Trump imposed tariffs on Colombian exports to the United States, but then pulled back, saying Colombian President Gustavo Petro had agreed to receive military flights with Colombian deportees — something that the Latin nation’s leader never publicly confirmed.
In Mexico, experts have questioned whether sending national guard members troops to the border will do much to reduce the smuggling of migrants and fentanyl, a synthetic opioid that is extremely potent and difficult to detect.
“You don’t stop fentanyl with soldiers,” said Arturo Rocha, who has served as a senior migration official in the Mexican government. He added that even before Trump took office, Border Patrol encounters with migrants had fallen sharply, thanks in part to Mexico’s efforts to keep them from reaching the U.S. border.
“The level of migrants irregularly crossing into the U.S. is remarkably low,” he said.
This month, Border Patrol apprehensions are on track to hit their lowest levels since 2017, according to Adam Isacson, an analyst at the Washington Office on Latin America.
Since Trump took office, Sheinbaum, like other world leaders, has had to navigate a delicate balance between appeasing the U.S. leader and not being seen by her domestic audience as bowing to Washington’s every demand.
“What a circus,” said Juan Carlos Moreno-Brid, an economics professor at the National Autonomous University of Mexico.
Because Mexico’s economy is enmeshed with that of the U.S., Sheinbaum, he said, must continue to take Trump’s tariff threats seriously, even if it’s clear that he is using them primarily as a negotiating tactic.
“If we call his bluff, it might end up not being a bluff,” said Moreno-Brid, comparing Trump to “a child with a gun in his hand.”
U.S.-Mexico trade in goods tops $800 billion annually, and the United States accounts for nearly 83% of Mexico’s exports.
Experts said tariffs would devastate Mexico’s already shaky economy, possibly tipping it into recession. Many believe that would only fuel organized crime and prompt more migration to the U.S.
In Canada, many wondered why their country was being targeted by Trump’s tariff threats at all.
“Less than 1% of fentanyl and less than 1% of illegal crossings into the United States come from Canada,” Trudeau said in a speech over the weekend.

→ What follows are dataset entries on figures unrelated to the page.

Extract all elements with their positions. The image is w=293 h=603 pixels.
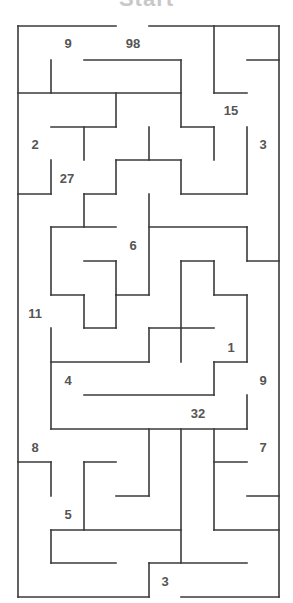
cell-number-label: 3 bbox=[161, 574, 168, 589]
cell-number-label: 2 bbox=[31, 137, 38, 152]
cell-number-label: 9 bbox=[259, 373, 266, 388]
cell-number-label: 98 bbox=[126, 36, 140, 51]
cell-number-label: 27 bbox=[60, 171, 74, 186]
maze-walls bbox=[0, 0, 293, 603]
cell-number-label: 8 bbox=[31, 440, 38, 455]
cell-number-label: 11 bbox=[28, 306, 42, 321]
cell-number-label: 3 bbox=[259, 137, 266, 152]
cell-number-label: 6 bbox=[129, 238, 136, 253]
cell-number-label: 15 bbox=[224, 103, 238, 118]
cell-number-label: 1 bbox=[227, 340, 234, 355]
cell-number-label: 4 bbox=[64, 373, 71, 388]
cell-number-label: 9 bbox=[64, 36, 71, 51]
cell-number-label: 5 bbox=[64, 507, 71, 522]
cell-number-label: 7 bbox=[259, 440, 266, 455]
cell-number-label: 32 bbox=[191, 406, 205, 421]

He urged his fellow citizens to not buy American-made products and announced retaliatory tariffs on U.S. farm goods and other products in Republican-led states — measures that are now on hold.

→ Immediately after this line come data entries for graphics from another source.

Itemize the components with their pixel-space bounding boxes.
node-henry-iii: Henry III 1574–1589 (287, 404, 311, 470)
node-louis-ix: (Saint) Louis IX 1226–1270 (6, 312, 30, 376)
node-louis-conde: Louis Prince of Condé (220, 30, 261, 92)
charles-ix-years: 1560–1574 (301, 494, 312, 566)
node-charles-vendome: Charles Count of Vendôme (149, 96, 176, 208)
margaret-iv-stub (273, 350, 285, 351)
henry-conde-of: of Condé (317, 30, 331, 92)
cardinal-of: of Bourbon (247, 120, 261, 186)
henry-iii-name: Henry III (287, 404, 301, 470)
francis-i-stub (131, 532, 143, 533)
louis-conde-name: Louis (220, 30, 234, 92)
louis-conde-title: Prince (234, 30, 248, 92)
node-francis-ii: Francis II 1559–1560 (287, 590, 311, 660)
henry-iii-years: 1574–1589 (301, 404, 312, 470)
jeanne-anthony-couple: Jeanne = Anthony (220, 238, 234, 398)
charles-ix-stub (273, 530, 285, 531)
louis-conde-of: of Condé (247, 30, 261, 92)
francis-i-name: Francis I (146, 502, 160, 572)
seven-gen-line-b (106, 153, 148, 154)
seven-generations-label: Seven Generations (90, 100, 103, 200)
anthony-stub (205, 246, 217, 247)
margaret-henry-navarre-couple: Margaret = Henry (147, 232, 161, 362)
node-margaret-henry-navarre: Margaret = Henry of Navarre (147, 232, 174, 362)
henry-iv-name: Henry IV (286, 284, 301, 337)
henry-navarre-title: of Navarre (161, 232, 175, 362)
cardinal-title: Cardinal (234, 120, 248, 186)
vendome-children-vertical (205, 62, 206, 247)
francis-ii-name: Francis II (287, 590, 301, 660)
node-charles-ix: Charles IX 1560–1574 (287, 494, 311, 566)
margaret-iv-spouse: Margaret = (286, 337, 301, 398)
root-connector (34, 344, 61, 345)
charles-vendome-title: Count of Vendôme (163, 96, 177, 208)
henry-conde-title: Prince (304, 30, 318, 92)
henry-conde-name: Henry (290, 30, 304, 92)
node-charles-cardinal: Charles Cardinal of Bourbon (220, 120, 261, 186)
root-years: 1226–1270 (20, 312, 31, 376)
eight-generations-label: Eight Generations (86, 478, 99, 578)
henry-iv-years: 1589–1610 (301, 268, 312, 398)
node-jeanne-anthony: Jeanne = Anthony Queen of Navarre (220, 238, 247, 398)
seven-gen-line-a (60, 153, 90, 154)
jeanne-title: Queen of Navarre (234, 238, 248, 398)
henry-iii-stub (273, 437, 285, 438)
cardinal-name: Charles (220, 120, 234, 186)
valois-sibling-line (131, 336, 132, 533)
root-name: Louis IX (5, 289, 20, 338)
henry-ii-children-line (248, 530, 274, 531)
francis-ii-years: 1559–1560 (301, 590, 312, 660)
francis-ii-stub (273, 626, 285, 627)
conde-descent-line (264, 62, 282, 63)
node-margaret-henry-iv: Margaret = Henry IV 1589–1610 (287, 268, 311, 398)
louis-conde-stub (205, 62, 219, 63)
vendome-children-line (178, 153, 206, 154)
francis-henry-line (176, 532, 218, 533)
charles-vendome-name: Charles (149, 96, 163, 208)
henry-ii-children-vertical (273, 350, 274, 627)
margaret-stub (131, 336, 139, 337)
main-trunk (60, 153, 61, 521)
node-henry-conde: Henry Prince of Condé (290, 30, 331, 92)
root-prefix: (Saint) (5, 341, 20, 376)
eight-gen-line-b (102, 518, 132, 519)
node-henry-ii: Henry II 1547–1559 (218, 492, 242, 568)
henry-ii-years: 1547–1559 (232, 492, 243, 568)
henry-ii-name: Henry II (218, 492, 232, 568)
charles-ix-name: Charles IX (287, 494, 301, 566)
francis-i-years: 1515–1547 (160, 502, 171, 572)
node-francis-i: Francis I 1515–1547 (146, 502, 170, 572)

He questioned why Trump was picking fights with one of America’s staunchest allies.
Since winning election in the fall, Trump has repeatedly belittled Canada, saying that he would like to make it America’s “51st state.”
Trump’s tariffs against China were slated to take effect Tuesday. Economists say a potential trade war with China would stifle economic growth, create higher prices for U.S. consumers and lead to job losses.
Linthicum reported from Albuquerque and McDonnell from Mexico City. Special correspondent Cecilia Sánchez Vidal in Mexico City and Times staff writer Don Lee in Washington contributed to this report.